The Art of the Dog and Pony
To the dti last Wednesday to do a show and tell as a part of their 'Future of Broadcasting' day. Biggish audience, including all sorts of IT, University, technical and industry bods, and really rather good. It was really focussed on public funding for projects, but I was there to give it a bit of context- a voice from the real life broadcasters so to speak.
Of course broadcast covers a multitude of sins, and I'm only tucked away in the back corner of the archive, so I was spreading myself a bit thin trying to cover it all, but I did warn them that I had a biased point of view, and that I worked in a shed in Brebtford, not a nice building in White City, so they should take what I said with a pinch of salt.
I tried to cover all the things that make me worry about the future of the BBC, except those things which are due soley to the vagiaries of our leaders. In pointing out the core problems, rather than the mistaken solutions we may or may not be taking, I think I gave them a good flavour of the radical and revolutionary elemental forces at work in broadcast.

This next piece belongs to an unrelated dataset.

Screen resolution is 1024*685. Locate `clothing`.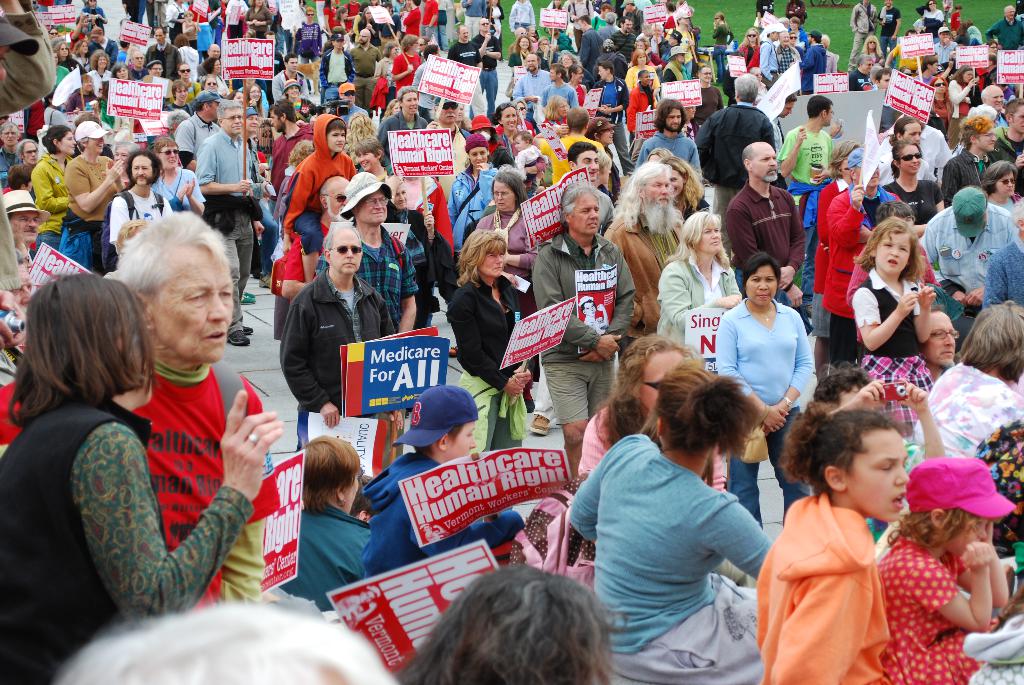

I did mention one particular blog in particular- the long tail- there is a link over to the right there>>>
Anyroad up, the whole thing went jolly well, thanks in no small part to some lovely graphics pinched striaght off of Matt Locke in New Media. And the University of Brighton have asked me to give them a lecture off the back of it, which is tremendously flattering, and I think I would like to do that very much.

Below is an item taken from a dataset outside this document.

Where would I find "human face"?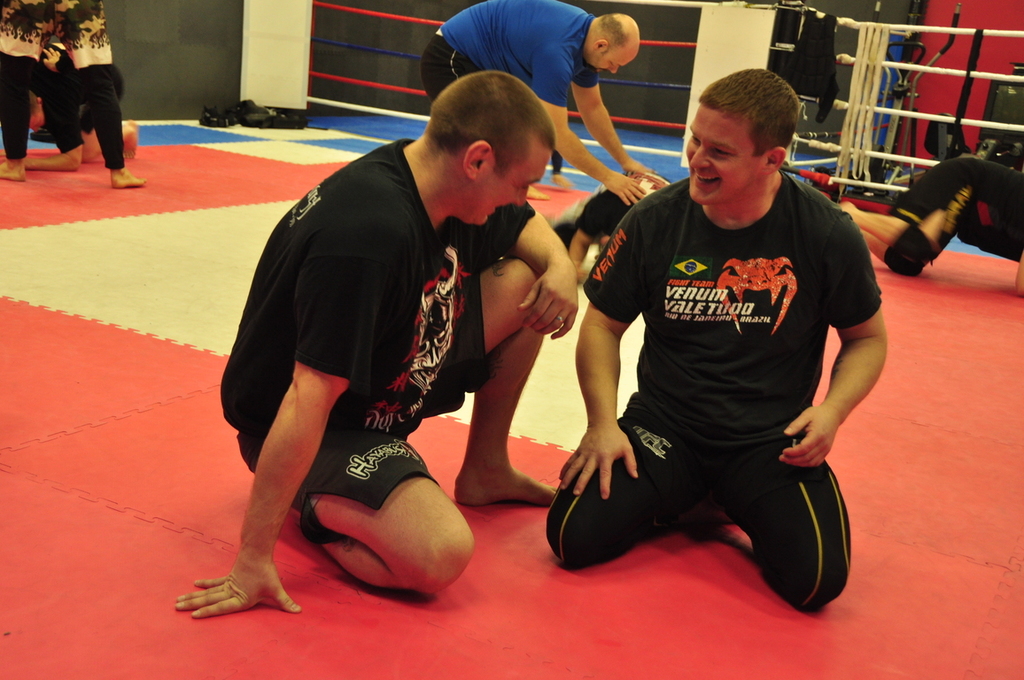
At region(589, 45, 634, 75).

Of course broadcast covers a multitude of sins, and I'm only tucked away in the back corner of the archive, so I was spreading myself a bit thin trying to cover it all, but I did warn them that I had a biased point of view, and that I worked in a shed in Brebtford, not a nice building in White City, so they should take what I said with a pinch of salt.

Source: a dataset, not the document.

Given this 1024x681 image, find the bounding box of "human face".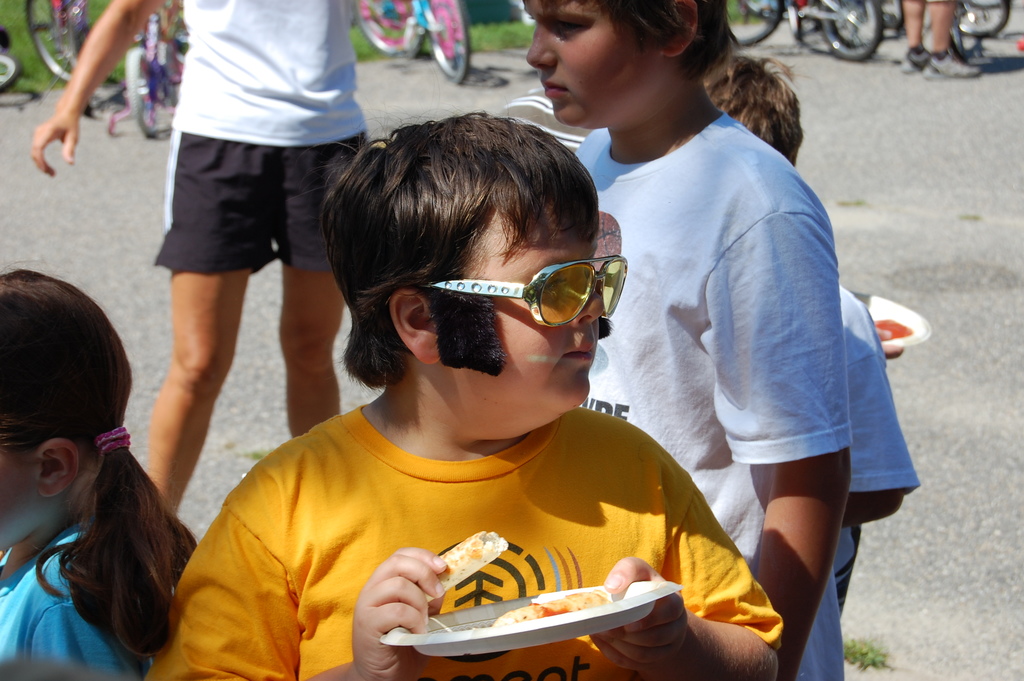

I tried to cover all the things that make me worry about the future of the BBC, except those things which are due soley to the vagiaries of our leaders. In pointing out the core problems, rather than the mistaken solutions we may or may not be taking, I think I gave them a good flavour of the radical and revolutionary elemental forces at work in broadcast.
I did mention one particular blog in particular- the long tail- there is a link over to the right there>>>
Anyroad up, the whole thing went jolly well, thanks in no small part to some lovely graphics pinched striaght off of Matt Locke in New Media. And the University of Brighton have asked me to give them a lecture off the back of it, which is tremendously flattering, and I think I would like to do that very much.
A thesp is boUrnE
Just finished doing aplay in Eastbourne- very different experience- never trod the boards before, well, not for 20 years or so anyway. We did 4 nights of 'The Lion in Winter' at St. Mary's Eastbourne old town, and it went rather well. Houses of between 60 and 110 for the run, and very well recieved. I think my sister in law (the producer) broke even.
I did find I became a paranoid freak for a couple of weeks, and it's rather nice not to be again. It's very very difficult to know if you're really any good, and it's terribly difficult to take on board criticism, even of the most contructive kind, once the run is going. Still, I feel I did ok, I don't think I left any of the rest of the cast hanging, and it was, by the final night, actually quite a buzz. It took the whole run pretty much, bt by the last scene of the last act of the last night I was really getting into it, giving the part room to breath, really swooping along.
Maybe, just possibly, I'll try again one day.
Cast photos are somewhere on Flickr.
I did find I became a paranoid freak for a couple of weeks, and it's rather nice not to be again. It's very very difficult to know if you're really any good, and it's terribly difficult to take on board criticism, even of the most contructive kind, once the run is going. Still, I feel I did ok, I don't think I left any of the rest of the cast hanging, and it was, by the final night, actually quite a buzz. It took the whole run pretty much, bt by the last scene of the last act of the last night I was really getting into it, giving the part room to breath, really swooping along.
Maybe, just possibly, I'll try again one day.
Cast photos are somewhere on Flickr.